"Love is of God." 1 John 4:7
Love is a gift which the risen Mediator has received that he may freely communicate it out of his fulness to his people. And we must be brought to feel that it is a gift. Could we produce or keep it alive in our own hearts, we should burn incense to our own skill or our own care. Some perhaps will scarcely believe that a child of God can feel enmity against Christ; but his carnal mind is unmitigated enmity against him. And oh, what a cutting feeling it is for a follower of the Lamb to have a principle in him which hates Christ; hates, bitterly hates his Person, hates his holiness and purity; which could join in the cry, "Crucify him, crucify him," and push and strike him with the Roman soldiers and the Jewish rabble. Unless painful experience convinced us that there was such a dreadful principle within, we could not believe that there was this devilish enmity in our heart against him whom our souls desire to love and adore.
But what know we about love, if we have not all this enmity, carnality, and coldness to try it? When we have been exercised with all these wretched feelings, and the Lord begins to drop into our hearts a little mercy and grace, and to draw forth our affections unto him, we then begin to feel what a sweet thing love is. Love is the sweetest balm man can taste in this life. It is so naturally. There is a sweetness in love. When we love our wives, our children, our friends, there is a sweetness and tenderness in the very feeling, that is—as moralists say of virtue—its own reward. Coldness, dislike, envy, prejudice, jealousy, suspicion, peevishness, quarrelling—these sparks of hell burn and torture every spot on which they fall.
And so, if ever there is a hell in a man's bosom, it is when full of hatred against God and his people. But if ever we feel a foretaste of heaven, it is when the Lord kindles some meltings of love, some drawings of affection toward Jesus and to them that are his. Then enmity and prejudice flee away; and we feel as if we could take all the people of God into our bosom, and say, "Thy people shall be my people, and thy God my God."
Love is a gift which the risen Mediator has received that he may freely communicate it out of his fulness to his people. And we must be brought to feel that it is a gift. Could we produce or keep it alive in our own hearts, we should burn incense to our own skill or our own care. Some perhaps will scarcely believe that a child of God can feel enmity against Christ; but his carnal mind is unmitigated enmity against him. And oh, what a cutting feeling it is for a follower of the Lamb to have a principle in him which hates Christ; hates, bitterly hates his Person, hates his holiness and purity; which could join in the cry, "Crucify him, crucify him," and push and strike him with the Roman soldiers and the Jewish rabble. Unless painful experience convinced us that there was such a dreadful principle within, we could not believe that there was this devilish enmity in our heart against him whom our souls desire to love and adore.
But what know we about love, if we have not all this enmity, carnality, and coldness to try it? When we have been exercised with all these wretched feelings, and the Lord begins to drop into our hearts a little mercy and grace, and to draw forth our affections unto him, we then begin to feel what a sweet thing love is. Love is the sweetest balm man can taste in this life. It is so naturally. There is a sweetness in love. When we love our wives, our children, our friends, there is a sweetness and tenderness in the very feeling, that is—as moralists say of virtue—its own reward. Coldness, dislike, envy, prejudice, jealousy, suspicion, peevishness, quarrelling—these sparks of hell burn and torture every spot on which they fall.
And so, if ever there is a hell in a man's bosom, it is when full of hatred against God and his people. But if ever we feel a foretaste of heaven, it is when the Lord kindles some meltings of love, some drawings of affection toward Jesus and to them that are his. Then enmity and prejudice flee away; and we feel as if we could take all the people of God into our bosom, and say, "Thy people shall be my people, and thy God my God."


# [Problem description]
Nothing is to be altered. Print each record in full.
════════
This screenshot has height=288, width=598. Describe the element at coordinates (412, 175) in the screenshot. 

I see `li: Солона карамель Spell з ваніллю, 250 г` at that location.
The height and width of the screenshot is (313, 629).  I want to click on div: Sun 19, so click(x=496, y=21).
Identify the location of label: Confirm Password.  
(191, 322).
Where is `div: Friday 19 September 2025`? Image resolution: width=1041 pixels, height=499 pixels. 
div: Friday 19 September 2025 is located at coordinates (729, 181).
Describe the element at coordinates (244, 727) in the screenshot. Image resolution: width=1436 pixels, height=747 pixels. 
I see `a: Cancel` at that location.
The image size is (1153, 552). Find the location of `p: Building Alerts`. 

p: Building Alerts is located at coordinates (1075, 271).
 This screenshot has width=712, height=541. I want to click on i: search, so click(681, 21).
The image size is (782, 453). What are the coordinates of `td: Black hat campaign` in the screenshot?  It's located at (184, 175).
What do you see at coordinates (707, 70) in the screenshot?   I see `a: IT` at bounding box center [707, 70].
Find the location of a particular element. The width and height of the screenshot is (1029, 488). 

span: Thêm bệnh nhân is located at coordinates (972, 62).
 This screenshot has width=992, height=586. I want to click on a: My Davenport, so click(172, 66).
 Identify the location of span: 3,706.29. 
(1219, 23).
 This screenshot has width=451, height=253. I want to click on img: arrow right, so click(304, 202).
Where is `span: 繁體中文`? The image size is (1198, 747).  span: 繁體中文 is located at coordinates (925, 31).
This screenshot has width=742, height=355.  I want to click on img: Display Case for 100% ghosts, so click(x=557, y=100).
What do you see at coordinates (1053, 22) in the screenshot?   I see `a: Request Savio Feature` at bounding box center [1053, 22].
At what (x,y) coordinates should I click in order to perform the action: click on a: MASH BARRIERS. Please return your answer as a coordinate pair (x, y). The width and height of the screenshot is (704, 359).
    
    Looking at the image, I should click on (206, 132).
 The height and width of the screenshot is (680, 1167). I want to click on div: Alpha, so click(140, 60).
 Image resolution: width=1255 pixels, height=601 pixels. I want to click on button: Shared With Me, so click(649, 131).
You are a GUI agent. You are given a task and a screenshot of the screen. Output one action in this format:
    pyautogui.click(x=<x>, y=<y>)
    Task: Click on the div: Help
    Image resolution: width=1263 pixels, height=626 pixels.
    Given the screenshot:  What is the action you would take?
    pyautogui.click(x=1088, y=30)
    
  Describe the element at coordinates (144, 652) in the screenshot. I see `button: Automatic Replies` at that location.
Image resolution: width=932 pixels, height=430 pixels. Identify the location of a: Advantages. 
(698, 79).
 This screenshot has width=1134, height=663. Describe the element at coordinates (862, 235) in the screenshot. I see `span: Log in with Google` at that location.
════════
# [Answer section]
This screenshot has height=288, width=598. Describe the element at coordinates (412, 175) in the screenshot. 

I see `li: Солона карамель Spell з ваніллю, 250 г` at that location.
The height and width of the screenshot is (313, 629).  I want to click on div: Sun 19, so click(x=496, y=21).
Identify the location of label: Confirm Password.  
(191, 322).
Where is `div: Friday 19 September 2025`? Image resolution: width=1041 pixels, height=499 pixels. 
div: Friday 19 September 2025 is located at coordinates (729, 181).
Describe the element at coordinates (244, 727) in the screenshot. Image resolution: width=1436 pixels, height=747 pixels. 
I see `a: Cancel` at that location.
The image size is (1153, 552). Find the location of `p: Building Alerts`. 

p: Building Alerts is located at coordinates (1075, 271).
 This screenshot has width=712, height=541. I want to click on i: search, so click(681, 21).
The image size is (782, 453). What are the coordinates of `td: Black hat campaign` in the screenshot?  It's located at (184, 175).
What do you see at coordinates (707, 70) in the screenshot?   I see `a: IT` at bounding box center [707, 70].
Find the location of a particular element. The width and height of the screenshot is (1029, 488). 

span: Thêm bệnh nhân is located at coordinates (972, 62).
 This screenshot has width=992, height=586. I want to click on a: My Davenport, so click(172, 66).
 Identify the location of span: 3,706.29. 
(1219, 23).
 This screenshot has width=451, height=253. I want to click on img: arrow right, so click(304, 202).
Where is `span: 繁體中文`? The image size is (1198, 747).  span: 繁體中文 is located at coordinates (925, 31).
This screenshot has width=742, height=355.  I want to click on img: Display Case for 100% ghosts, so click(x=557, y=100).
What do you see at coordinates (1053, 22) in the screenshot?   I see `a: Request Savio Feature` at bounding box center [1053, 22].
At what (x,y) coordinates should I click in order to perform the action: click on a: MASH BARRIERS. Please return your answer as a coordinate pair (x, y). The width and height of the screenshot is (704, 359).
    
    Looking at the image, I should click on (206, 132).
 The height and width of the screenshot is (680, 1167). I want to click on div: Alpha, so click(140, 60).
 Image resolution: width=1255 pixels, height=601 pixels. I want to click on button: Shared With Me, so click(649, 131).
You are a GUI agent. You are given a task and a screenshot of the screen. Output one action in this format:
    pyautogui.click(x=<x>, y=<y>)
    Task: Click on the div: Help
    Image resolution: width=1263 pixels, height=626 pixels.
    Given the screenshot:  What is the action you would take?
    pyautogui.click(x=1088, y=30)
    
  Describe the element at coordinates (144, 652) in the screenshot. I see `button: Automatic Replies` at that location.
Image resolution: width=932 pixels, height=430 pixels. Identify the location of a: Advantages. 
(698, 79).
 This screenshot has width=1134, height=663. Describe the element at coordinates (862, 235) in the screenshot. I see `span: Log in with Google` at that location.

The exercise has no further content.